Let’s look at how early childhood patterns shape how we feel and relate to our partner in the marriage. Individuals who feel bad have ‘taken in’ that they are ‘not good enough, from their earliest childhood experiences. Situations of neglect or emotional deprivation  often leave individuals feeling unwanted or a burden. To protect loved ones, they internalize these bad feelings  as existing within them.  So, anger towards significant others turns inward and becomes directed towards themselves. So, they may feel bad about themselves, such as self-loathing, have self-hatred and beat themselves up. An abuse victim may feel bad on the inside, rather then feel angry towards the perpetrator.

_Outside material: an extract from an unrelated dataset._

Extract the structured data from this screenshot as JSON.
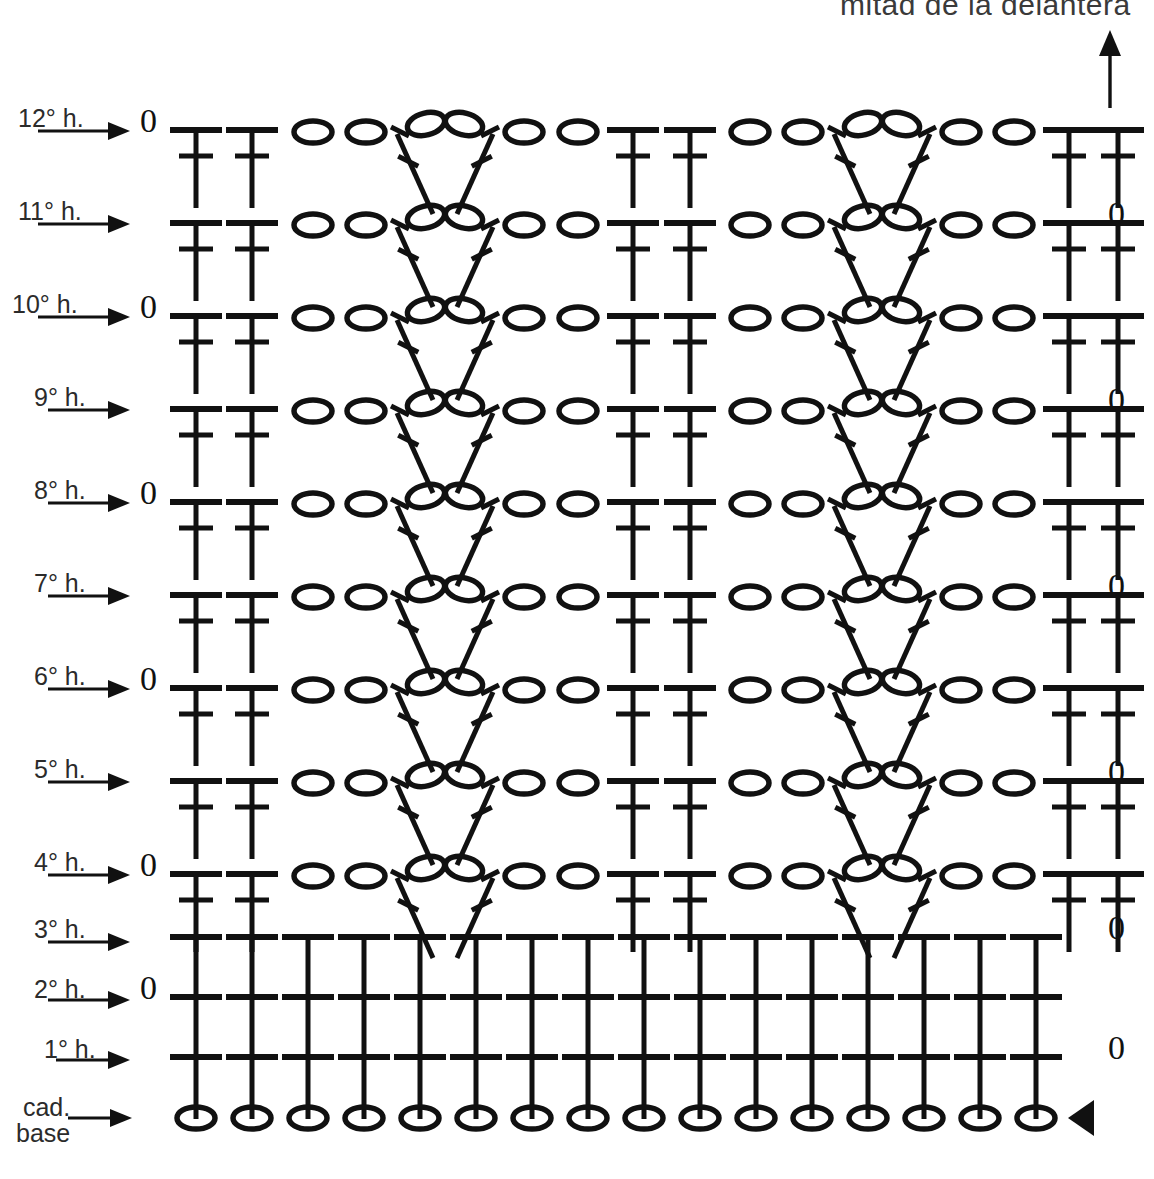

When there is too much bad experiences taken in, they cannot tolerate it and have to push it out, projecting it outside, so the outside world is bad and mistreats them, so they may mistrust others. Often, individuals have little hope about relationships, expecting partners to reject them or hurt them, reading into things that are not even there. In couples, they often misread the actions of others.

Anxious

Resolve the past so it doesn’t determine your future relationships.

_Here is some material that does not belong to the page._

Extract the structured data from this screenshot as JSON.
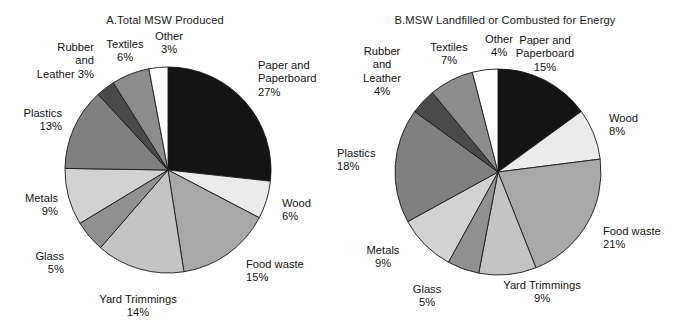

Our past interactions forms the lenses of how we see ourselves and each other.  John Bowlby describes these as’ internal working models’ which lay the foundation for the ‘self’ and ‘other’ representations. It forms the view of their ‘self’ and ‘others’. They may doubt themselves and doubt others to be available to them, affecting their relationships. In their views about their ‘self’’ , they may feel worthless and interpret things negatively that happen to them. In their views of ‘others’,  they may see others as uncaring, unloving, harsh or mean. They do not see how these feelings distort reality, of how they see themselves and others. So, they misinterpret the actions of their partner, reliving their earliest pain.

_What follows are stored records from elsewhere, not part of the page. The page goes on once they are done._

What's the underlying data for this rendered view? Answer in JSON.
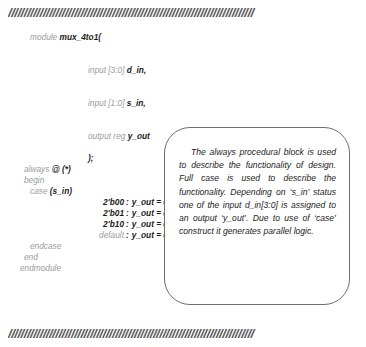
{
  "dividers": {
    "top": "//////////////////////////////////////////////////////////////////////////////",
    "bottom": "//////////////////////////////////////////////////////////////////////////////"
  },
  "code": {
    "module_kw": "module",
    "module_name": "mux_4to1(",
    "port_in_d_kw": "input [3:0]",
    "port_in_d_name": "d_in,",
    "port_in_s_kw": "input [1:0]",
    "port_in_s_name": "s_in,",
    "port_out_kw": "output reg",
    "port_out_name": "y_out",
    "close_paren": ");",
    "always_kw": "always",
    "always_sens": "@ (*)",
    "begin_kw": "begin",
    "case_kw": "case",
    "case_expr": "(s_in)",
    "cases": [
      {
        "label": "2'b00",
        "sep": ":",
        "stmt": "y_out = d_in[0];",
        "label_style": "id"
      },
      {
        "label": "2'b01",
        "sep": ":",
        "stmt": "y_out = d_in[1];",
        "label_style": "id"
      },
      {
        "label": "2'b10",
        "sep": ":",
        "stmt": "y_out = d_in[2];",
        "label_style": "id"
      },
      {
        "label": "default",
        "sep": ":",
        "stmt": "y_out = d_in[3];",
        "label_style": "kw"
      }
    ],
    "endcase_kw": "endcase",
    "end_kw": "end",
    "endmodule_kw": "endmodule"
  },
  "note": {
    "text": "The always procedural block is used to describe the function­ality of design. Full case is used to describe the function­ality. Depending on ‘s_in’ sta­tus one of the input d_in[3:0] is assigned to an output ‘y_out’. Due to use of ‘case’ construct it generates parallel logic."
  },
  "colors": {
    "keyword": "#9b9b9d",
    "identifier": "#1b1b1b",
    "divider": "#59595b",
    "box_border": "#6e6e70",
    "background": "#ffffff"
  }
}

As a marriage counsellor, Nancy Carbone sees how these internalised representations or feelings are unconscious and distort how they see themselves and see others. The may assume their partner is being judgmental, critical or mean, when they are not. They may also distort how they think others see them. Often these thoughts come from within themselves and are hard to manage so they project them out, thinking the external world does not like them, instead of owning that they don’t like themselves, disavowing feelings of self-hatred. Our partner may trigger feelings of not feeling good enough, so often  we blame our partner for making us feel this way.

Improve your relationship by understanding your ‘self’ and your partner.

iStock_000004358771XSmall A relationship therapist allows individuals to dismantle these interpersonal thinking patterns. So, they do not allow past events to be re-lived and re-enacted in their present relationships. For instance, someone who has abandonment issues may control his relationship, to avoid abandonment. Someone who feels unsafe in relationships may  avoid getting close. Relationship Counselling manages these underlying feelings and overcomes these distortions, so they  do not take over the relationship.   Marriage counselling allows individuals to see themselves and others more accurately and relate in a more attuned way, rather than misunderstanding each other. Improve your relationship by understanding yourself and your partner.